ImagineRio, Brazil
Farès el-Dahdah and Alida C. Metcalf
ImagineRio is a searchable digital atlas that illustrates the social and urban evolution of Rio de Janeiro, as it existed and as it was imagined. Views, historical maps, and ground floor plans –from iconographic, cartographic, and architectural archives– are located in both time and space while their visual and spatial data are integrated across a number of databases and servers, including a public repository of images, a geographic information system, an open-source relational database, and a content delivery web system. The relationship between the various project elements produces a web environment where vector, spatial, and raster data are simultaneously probed, toggled, viewed, and/or queried in a system that supports multiple expressions of diverse data sources. It is an environment where, for example, historians can visualize specific sites both temporally and spatially, where architects and urbanists can see proposed design projects in situ, where literary scholars can map out novels while visualizing their contexts, and where archaeologists can reconstruct complex stratigraphies. Scaled down into a mobile version, the site allows tourists and residents to walk about town while visualizing the city as it once was as well as it was once projected. Rio de Janeiro’s urban history is particularly well suited to being captured diachronically considering how much the city’s natural environment, urban fabric, and self-representation have changed over time. To make Rio what it is today, hills were leveled, swamps drained, shorelines redrawn, and islands joined to the mainland, while its Tijuca Forest was first cleared due to the planting of coffee and charcoal extraction only to later be replanted for the protection of water sources. Such a changing physical and social landscape, with all its political consequences, lends itself to being spatially contextualized in a digital platform that illustrates the change of time.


Below are some records. Copy every line in them that holds "Image".

### DATA FOR ANALYSIS
= Beginning of Section =
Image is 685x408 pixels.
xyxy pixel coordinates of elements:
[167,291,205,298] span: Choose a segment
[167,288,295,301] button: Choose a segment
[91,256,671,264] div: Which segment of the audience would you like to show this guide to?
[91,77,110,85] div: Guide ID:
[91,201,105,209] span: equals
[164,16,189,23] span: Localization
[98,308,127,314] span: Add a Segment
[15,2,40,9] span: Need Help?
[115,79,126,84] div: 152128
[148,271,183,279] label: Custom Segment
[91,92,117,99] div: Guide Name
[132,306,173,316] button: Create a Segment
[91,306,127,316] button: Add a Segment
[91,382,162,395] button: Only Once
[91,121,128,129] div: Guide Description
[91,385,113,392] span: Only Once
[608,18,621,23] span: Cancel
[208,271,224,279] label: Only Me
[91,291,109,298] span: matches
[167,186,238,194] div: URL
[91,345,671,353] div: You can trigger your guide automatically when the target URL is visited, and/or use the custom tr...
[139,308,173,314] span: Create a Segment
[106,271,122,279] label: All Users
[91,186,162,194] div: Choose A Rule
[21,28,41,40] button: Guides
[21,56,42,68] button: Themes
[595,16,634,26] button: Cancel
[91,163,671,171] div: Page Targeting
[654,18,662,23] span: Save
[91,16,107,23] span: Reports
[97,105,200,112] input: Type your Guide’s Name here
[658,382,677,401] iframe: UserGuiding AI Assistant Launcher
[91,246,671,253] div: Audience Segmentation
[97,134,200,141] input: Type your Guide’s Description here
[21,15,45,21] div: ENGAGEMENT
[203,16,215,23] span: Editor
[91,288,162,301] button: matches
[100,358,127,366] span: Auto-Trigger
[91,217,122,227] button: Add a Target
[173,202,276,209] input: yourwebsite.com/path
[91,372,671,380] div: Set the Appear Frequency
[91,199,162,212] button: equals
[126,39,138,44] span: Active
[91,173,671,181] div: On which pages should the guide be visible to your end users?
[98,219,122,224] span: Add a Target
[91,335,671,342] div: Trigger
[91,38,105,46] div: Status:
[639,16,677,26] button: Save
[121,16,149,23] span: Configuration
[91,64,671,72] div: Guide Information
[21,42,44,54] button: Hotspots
= End of Section =
= Beginning of Section =
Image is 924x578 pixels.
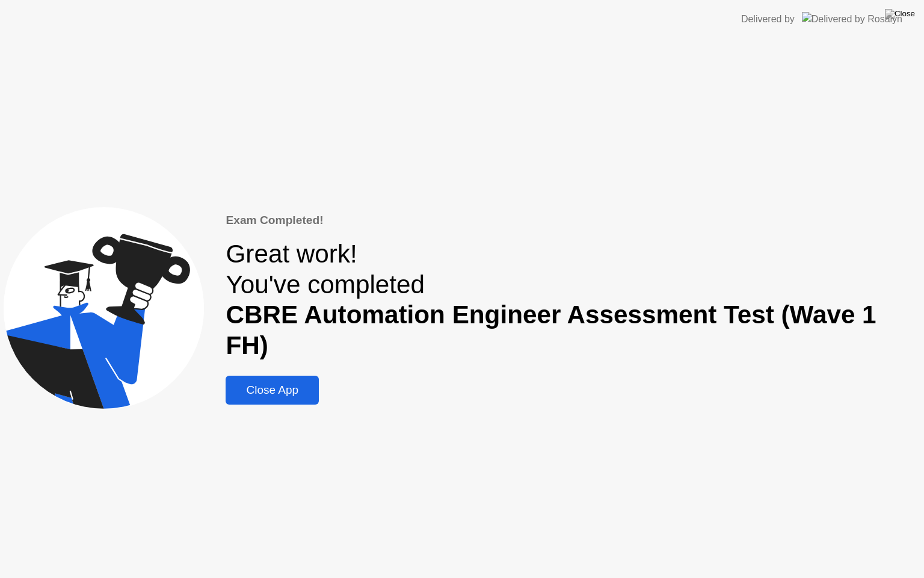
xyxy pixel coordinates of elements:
= End of Section =
= Beginning of Section =
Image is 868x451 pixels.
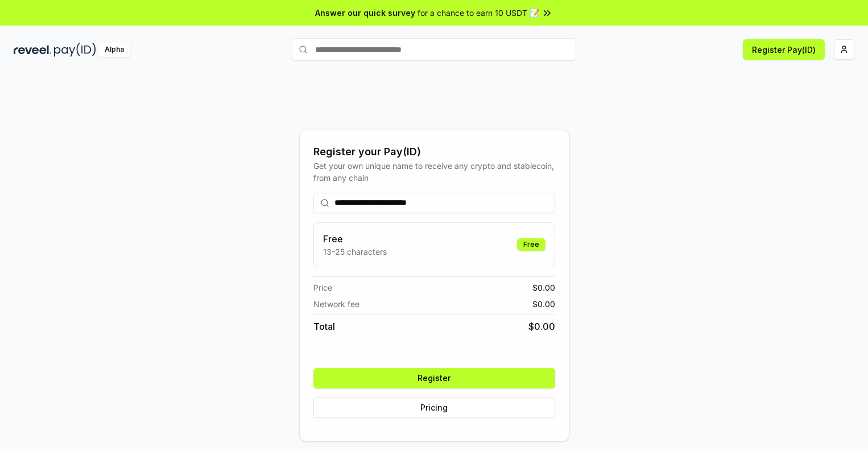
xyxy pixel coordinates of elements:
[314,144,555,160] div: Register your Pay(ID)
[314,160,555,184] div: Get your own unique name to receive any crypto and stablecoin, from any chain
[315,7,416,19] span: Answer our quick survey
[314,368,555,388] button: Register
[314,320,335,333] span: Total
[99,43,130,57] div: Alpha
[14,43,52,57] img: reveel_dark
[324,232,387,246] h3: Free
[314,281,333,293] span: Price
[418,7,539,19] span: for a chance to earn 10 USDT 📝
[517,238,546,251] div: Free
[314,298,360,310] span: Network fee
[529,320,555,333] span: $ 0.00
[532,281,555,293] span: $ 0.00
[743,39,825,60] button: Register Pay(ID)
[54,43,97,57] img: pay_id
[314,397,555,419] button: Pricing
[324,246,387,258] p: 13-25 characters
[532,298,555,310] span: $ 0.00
= End of Section =
### YOUR SOLUTION
Image is 685x408 pixels.
Image is 924x578 pixels.
Image is 868x451 pixels.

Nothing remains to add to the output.